Are The Attorneys General’s Constitutional Claims Bogus?
Immediately after passage of health care reform, over a dozen state A.G.s sued to declare it unconstitutional, as violating states’ rights. The Florida complaint is here, and Virginia’s here. Reminiscent of southern governors in the 1960s blocking their state universities’ gates, these legal officers in effect are saying “not on our sovereign soil.” Since the constitutional issues have already been hashed through so thoroughly, what’s new to talk about?
First, the Florida complaint, which a dozen other states joined (AL, CO, ID, LA, MI, NE, PA,SC, SD, TX, UT, WA), focuses mainly on the financial burdens of expanding Medicaid. This is challenged under the “commandeering” principle, as requiring states to devote sovereign resources to achieve federal aims. But, as we know, states are free to withdraw from Medicaid, so the argument seems to fall entirely flat. The complaint makes a bait-and-switch type of estoppel argument , that states got into Medicaid without any expectation of this expansion, and now it’s too damaging for them to withdraw. So, in effect, states argue that the Constitution allows them to keep the federal carrot but refuse the federal stick. Good luck selling that to an appellate court.
Second, these states complain about having to implement the insurance purchasing exchanges and their rules, but here again, states are entirely free to opt out and let their citizens use the federal exchange. The only reason states have to implement exchanges is that they insisted the legislation give them this option, rather than forcing everyone into a single national exchange. States can hardly complain about the responsibilities they asked for, especially when they’re still free to duck them.
Third, there are procedural problems. States probably have no standing to enforce arguments about violation of individual rights (which is the main concern regarding the individual mandate). Also, consider the remedy if states were to prevail: It would wreak havoc to overturn the mandate to purchase, but not the mandate for insurers to sell without any medical underwriting. Doing that would cause massive adverse selection and probably destroy some companies and some portions of the market, so a court would have little option but to strike down most or all of the entire law. Surely that measure is extreme enough to give even the most activist judge pause, and so will compel most courts to find every possible way to uphold constitutionality, regardless of political persuasion.
Finally, do state nullification statutes like Virginia’s make a difference? Not according to Harvard’s Charles Fried (who was Reagan’s Solicitor General):
The notion that a state can just choose to opt out is just preposterous…. As long as the federal law is independently constitutional, it doesn’t matter what Virginia says… It’s like Virginia saying we don’t have to pay income tax….One is left speechless by the absurdity of it.
This leaves only the well-worn arguments about exceeding powers to regulate commerce and to tax for the general welfare. On these, most legal scholars are loud and clear about the merits. In sum, as Sandy Levinson’s (Univ. Texas) says, “The argument about constitutionality is, if not frivolous, close to it.”
Originally posted at the O’Neill Institute for National and Global Health, Legal Issues in Health Reform.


* [What the task requires]:
Below is a listing; print exactly its lines from the one containing "decompose this screenshot" down to the one containing "List UI elements", both inclusive, with every picture left out.

* [Raw data]:

++++++

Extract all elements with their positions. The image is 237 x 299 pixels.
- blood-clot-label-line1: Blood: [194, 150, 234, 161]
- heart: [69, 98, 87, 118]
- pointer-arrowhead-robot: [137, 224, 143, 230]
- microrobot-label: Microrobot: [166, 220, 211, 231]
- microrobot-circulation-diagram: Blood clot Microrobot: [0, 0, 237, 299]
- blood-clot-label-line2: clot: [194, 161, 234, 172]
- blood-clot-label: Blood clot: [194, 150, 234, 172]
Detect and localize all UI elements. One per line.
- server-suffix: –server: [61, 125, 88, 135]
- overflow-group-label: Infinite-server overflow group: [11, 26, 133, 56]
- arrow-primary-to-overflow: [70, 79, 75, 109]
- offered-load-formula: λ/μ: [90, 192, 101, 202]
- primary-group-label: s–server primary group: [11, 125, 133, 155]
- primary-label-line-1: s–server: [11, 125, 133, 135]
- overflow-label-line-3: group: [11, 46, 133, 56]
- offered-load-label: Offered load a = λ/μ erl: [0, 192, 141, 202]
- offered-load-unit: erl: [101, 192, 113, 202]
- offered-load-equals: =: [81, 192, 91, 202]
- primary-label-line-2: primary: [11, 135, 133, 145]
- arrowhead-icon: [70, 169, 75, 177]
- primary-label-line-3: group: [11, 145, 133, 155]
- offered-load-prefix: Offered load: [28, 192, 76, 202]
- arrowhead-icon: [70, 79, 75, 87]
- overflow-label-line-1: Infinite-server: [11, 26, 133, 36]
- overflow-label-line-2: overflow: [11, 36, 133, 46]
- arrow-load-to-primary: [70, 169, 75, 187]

++++++

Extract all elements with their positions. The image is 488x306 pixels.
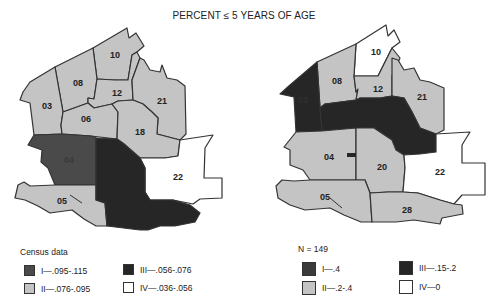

++++++

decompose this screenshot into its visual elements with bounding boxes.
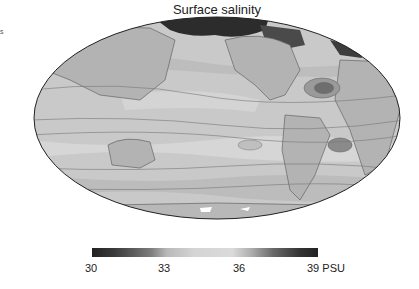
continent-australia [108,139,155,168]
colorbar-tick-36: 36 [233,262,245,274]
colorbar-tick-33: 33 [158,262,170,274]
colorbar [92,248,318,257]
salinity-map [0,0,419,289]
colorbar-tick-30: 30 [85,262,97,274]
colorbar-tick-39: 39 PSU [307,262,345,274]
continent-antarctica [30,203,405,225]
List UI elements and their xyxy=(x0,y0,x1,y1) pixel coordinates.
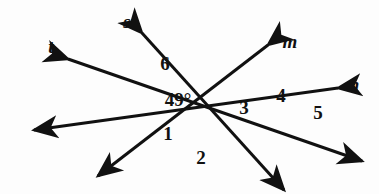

++++++

* [Result of the task]:
decompose this screenshot into its visual elements with bounding boxes.
continent-australia [108,139,155,168]
colorbar-tick-36: 36 [233,262,245,274]
colorbar-tick-33: 33 [158,262,170,274]
colorbar [92,248,318,257]
salinity-map [0,0,419,289]
colorbar-tick-30: 30 [85,262,97,274]
colorbar-tick-39: 39 PSU [307,262,345,274]
continent-antarctica [30,203,405,225]
List UI elements and their xyxy=(x0,y0,x1,y1) pixel coordinates.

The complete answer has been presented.